Bryan’s address helped catapult him to the Democratic Party’s presidential nomination as well as the nomination of the nascent left-leaning Populist Party. Bryan lost to Ohio Governor William McKinley, who was strongly backed by leading business interests. In the aftermath of the Spanish-American War, which started in 1898, he became a fierce opponent of American imperialism. He was the Democratic nominee for president in 1900 and again in 1908 but lost both races. As US Secretary of State under Woodrow Wilson, he helped win Congressional approval of several progressive. However, he and Wilson clashed over U.S. neutrality in World War I and Bryan resigned in 1915 after Wilson sent Germany a note of protest in response to the sinking of Lusitania by a German U-boat.
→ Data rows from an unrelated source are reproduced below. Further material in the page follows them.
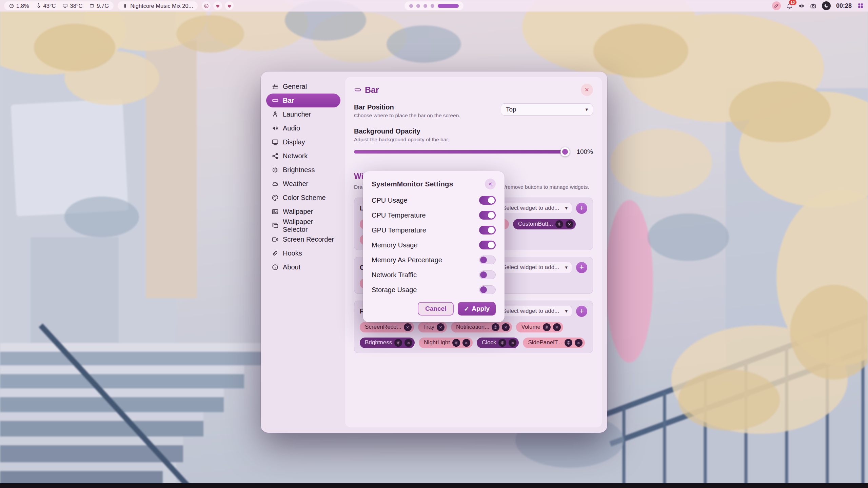 This screenshot has width=868, height=488. I want to click on toggle-row-memory-usage: Memory Usage, so click(434, 245).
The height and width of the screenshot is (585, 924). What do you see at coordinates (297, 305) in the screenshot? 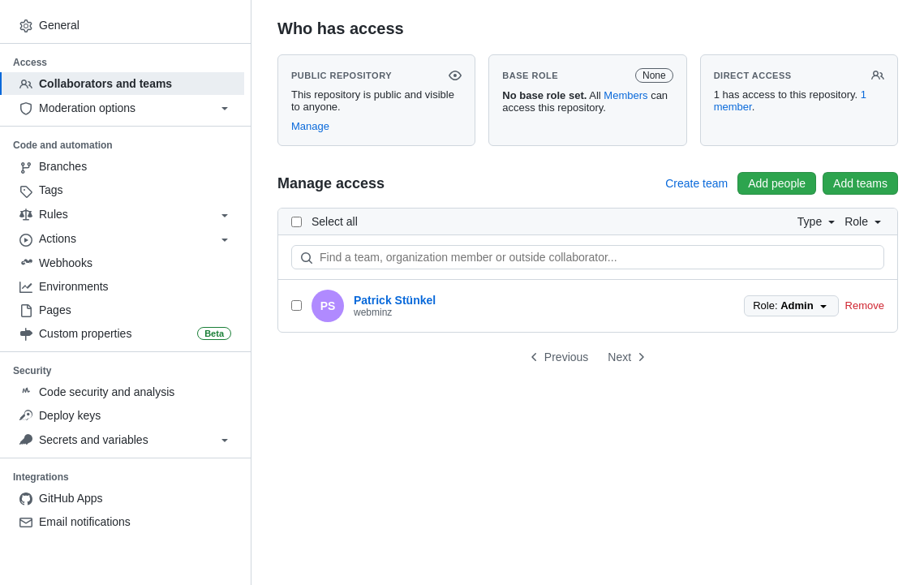
I see `member-checkbox` at bounding box center [297, 305].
After leaving office, Bryan retained some of his influence within the Democratic Party, but he increasingly devoted himself to religious matters and anti-evolution activism. He opposed Darwinism on religious and humanitarian grounds, most famously in the famed Scopes Monkey Trial, when he was brought in to argue for the prosecution against Clarence Darrow, who argued for the defense. Bryan’s summation (distributed to reporters but not read in court) is striking in light of the current battles over whether and when to listen to scientists.
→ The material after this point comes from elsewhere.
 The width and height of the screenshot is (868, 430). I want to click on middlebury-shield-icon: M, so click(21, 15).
“Science is a magnificent force, but it is not a teacher of morals. It can perfect machinery, but it adds no moral restraints to protect society from the misuse of the machine. It can also build gigantic intellectual ships, but it constructs no moral rudders for the control of storm-tossed human vessel. It not only fails to supply the spiritual element needed but some of its unproven hypotheses rob the ship of its compass and thus endanger its cargo. In war, science has proven itself an evil genius; it has made war more terrible than it ever was before. Man used to be content to slaughter his fellowmen on a single plane, the earth’s surface. Science has taught him to go down into the water and shoot up from below and to go up into the clouds and shoot down from above, thus making the battlefield three times as bloody as it was before; but science does not teach brotherly love. Science has made war so hellish that civilization was about to commit suicide; and now we are told that newly discovered instruments of destruction will make the cruelties of the late war seem trivial in comparison with the cruelties of wars that may come in the future. If civilization is to be saved from the wreckage threatened by intelligence not consecrated by love, it must be saved by the moral code of the meek and lowly Nazarene. His teachings, and His teachings alone, can solve the problems that vex the heart and perplex the world.”
Bryan, by the way, won the case but saw the verdict tossed out on a technicality. And, for the most part, he arguably lost the battle for public opinion (though there still are creationists who are aligned with his views.)
Amazing isn’t it, what you can unearth when you dig deep and mine seemingly innocuous stamps for insights?
Stay safe, be well, fight for justice and work for peace.